Life Choices
two paths: the money path and the life path . The money path is the belief that “one day when I sort this out I’ll get to do what I want.” Suffer now for a future payoff. The alternative is something he calls the “life path.” This is the idea that you can “do what you love and the more you follow it you will have your needs met with and without mon... See more
Paul Millerd • Leaving Money on The Table | #250
Everything That Turned Out Well in My Life Followed the Same Design Process
Henrik Karlssonhenrikkarlsson.xyz
David Brooks • The Relationalist Manifesto
David Brooks • The Relationalist Manifesto
Instrumentalization is the force that shapes our identities into tools. We identify with what we do , how we're used, and how we're valued more. We lack a sense of agency and feel beholden to those individuals or institutions that would use us as tools.

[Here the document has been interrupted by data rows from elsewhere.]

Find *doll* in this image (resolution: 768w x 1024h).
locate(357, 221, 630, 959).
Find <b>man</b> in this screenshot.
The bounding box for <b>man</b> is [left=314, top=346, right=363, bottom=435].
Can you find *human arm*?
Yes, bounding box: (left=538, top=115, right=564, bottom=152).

Do we become homeowners, for instance, because we want to own a home ? Or because social, politic... See more
Do we become homeowners, for instance, because we want to own a home ? Or because social, politic... See more
Tara McMullin • How Do I Want To Live?
Conformism is the force that translates our own desires through others' desires. We learn to play a role. We become so good at playing the role that we become 'inaccessible' to ourselves; our own desires and truth are 'impenetrable.'
What does it mean to be a parent ? An entrepreneur ? An early adopter of the latest technology? Our roles are bound u... See more
What does it mean to be a parent ? An entrepreneur ? An early adopter of the latest technology? Our roles are bound u... See more
Tara McMullin • How Do I Want To Live?
“Don’t run away from what you don’t want; run toward what you do.”

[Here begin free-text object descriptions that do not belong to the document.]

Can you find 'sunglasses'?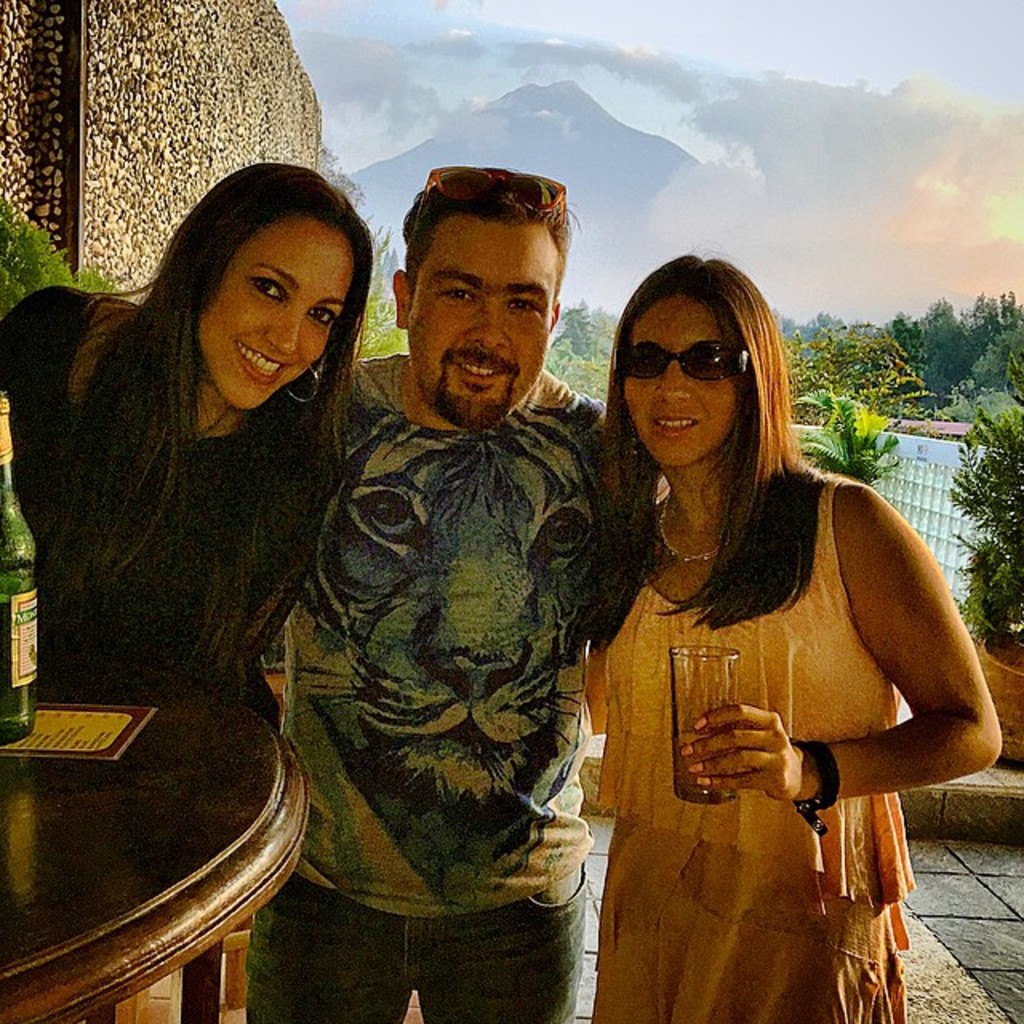
Yes, bounding box: [397, 160, 568, 267].
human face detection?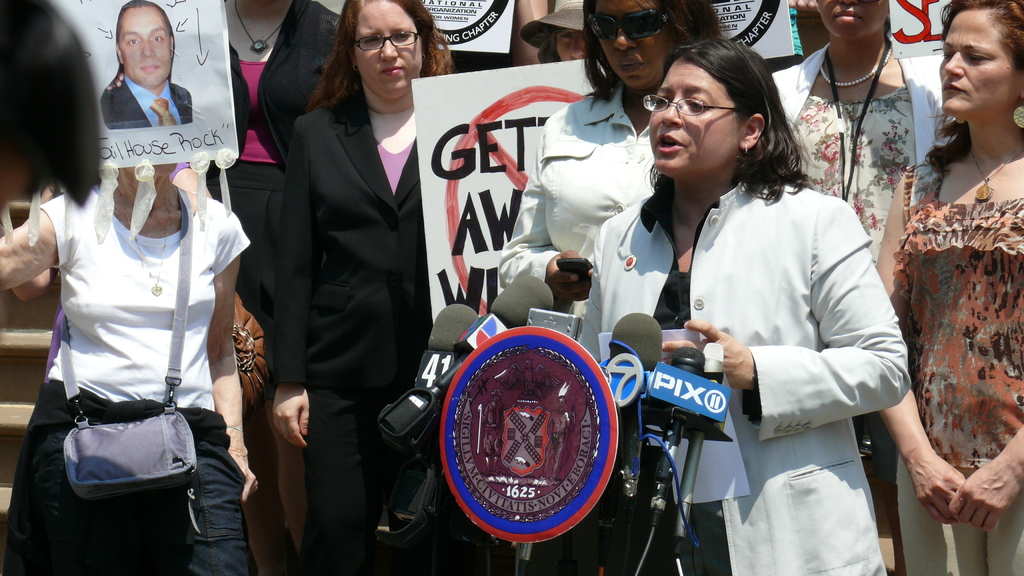
<region>939, 1, 1016, 116</region>
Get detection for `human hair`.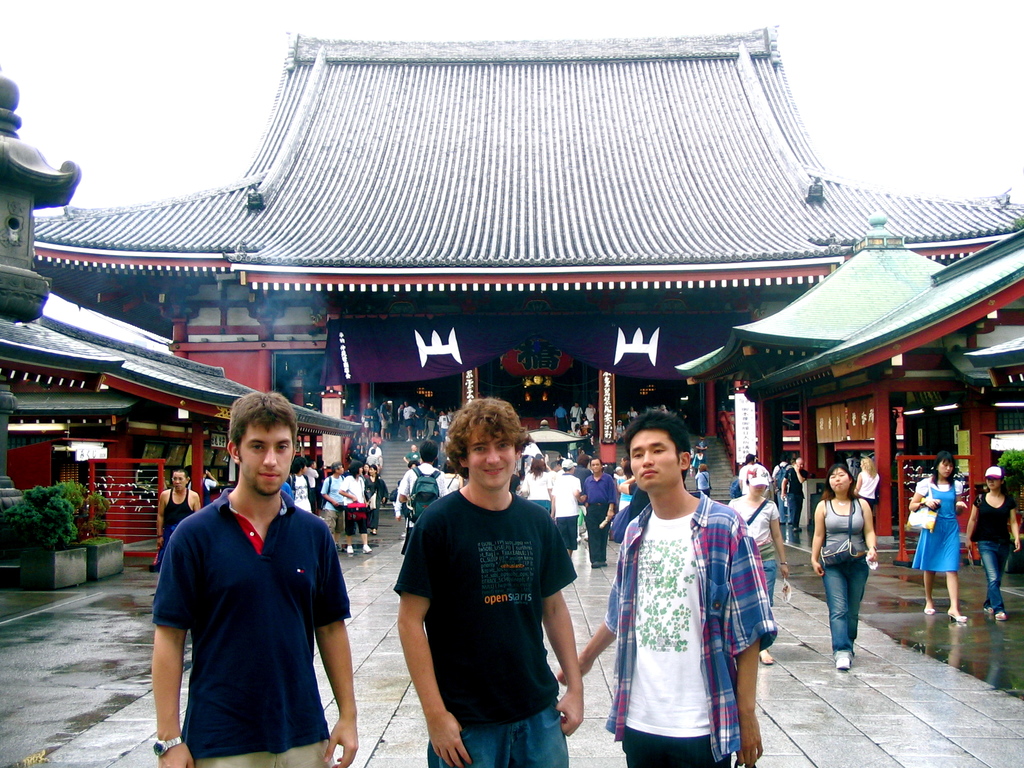
Detection: (289, 455, 308, 475).
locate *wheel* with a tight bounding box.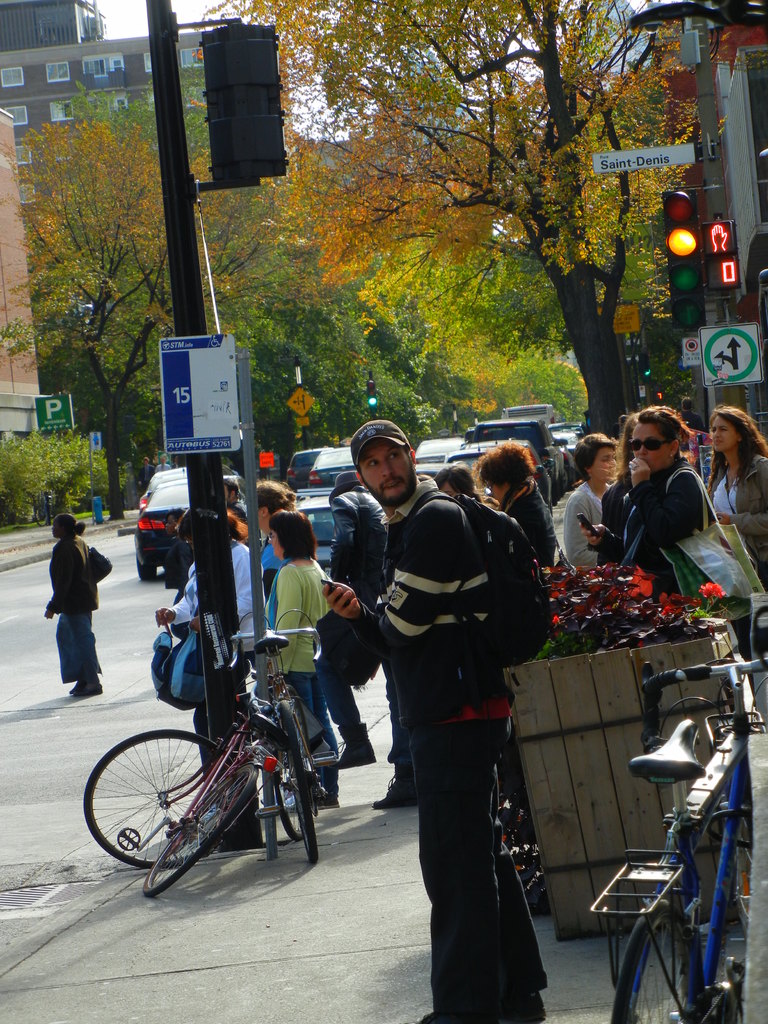
(x1=257, y1=735, x2=268, y2=857).
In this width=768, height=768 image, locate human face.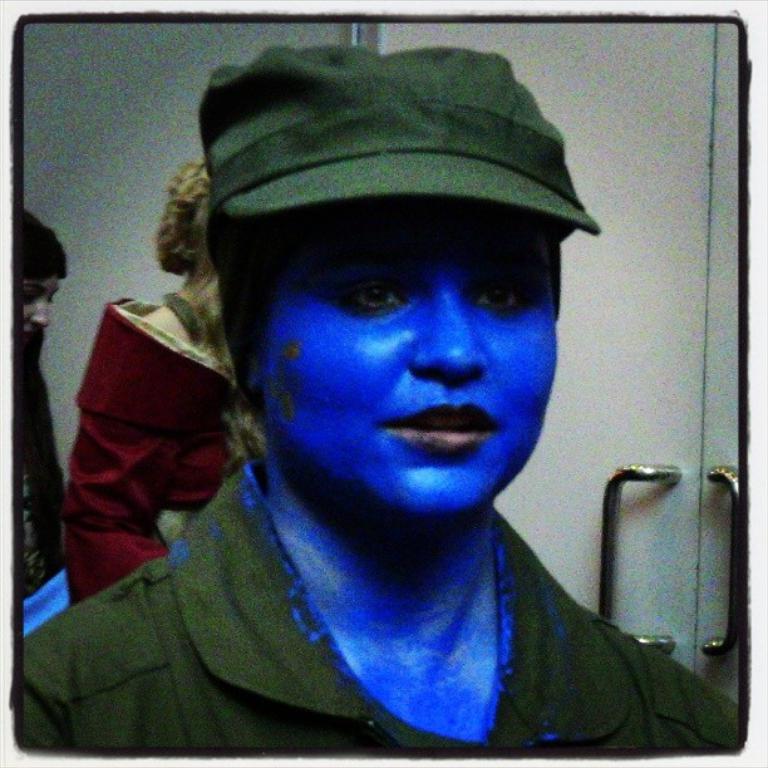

Notes & Highlights for Unreasonable Hospitality by Will Guidara
By looking around himself a man can find out how to use the little virtues—moderately and when they are necessary—he can drink them in from the air, because the little virtues are of a kind that is common among men. But one cannot breathe in the great virtues from the surrounding air,
Notes & Highlights for The Little Virtues by Natalia Ginzburg
Søren Kierkegaard: “To dare is to lose one's footing momentarily. Not to dare is to lose oneself.”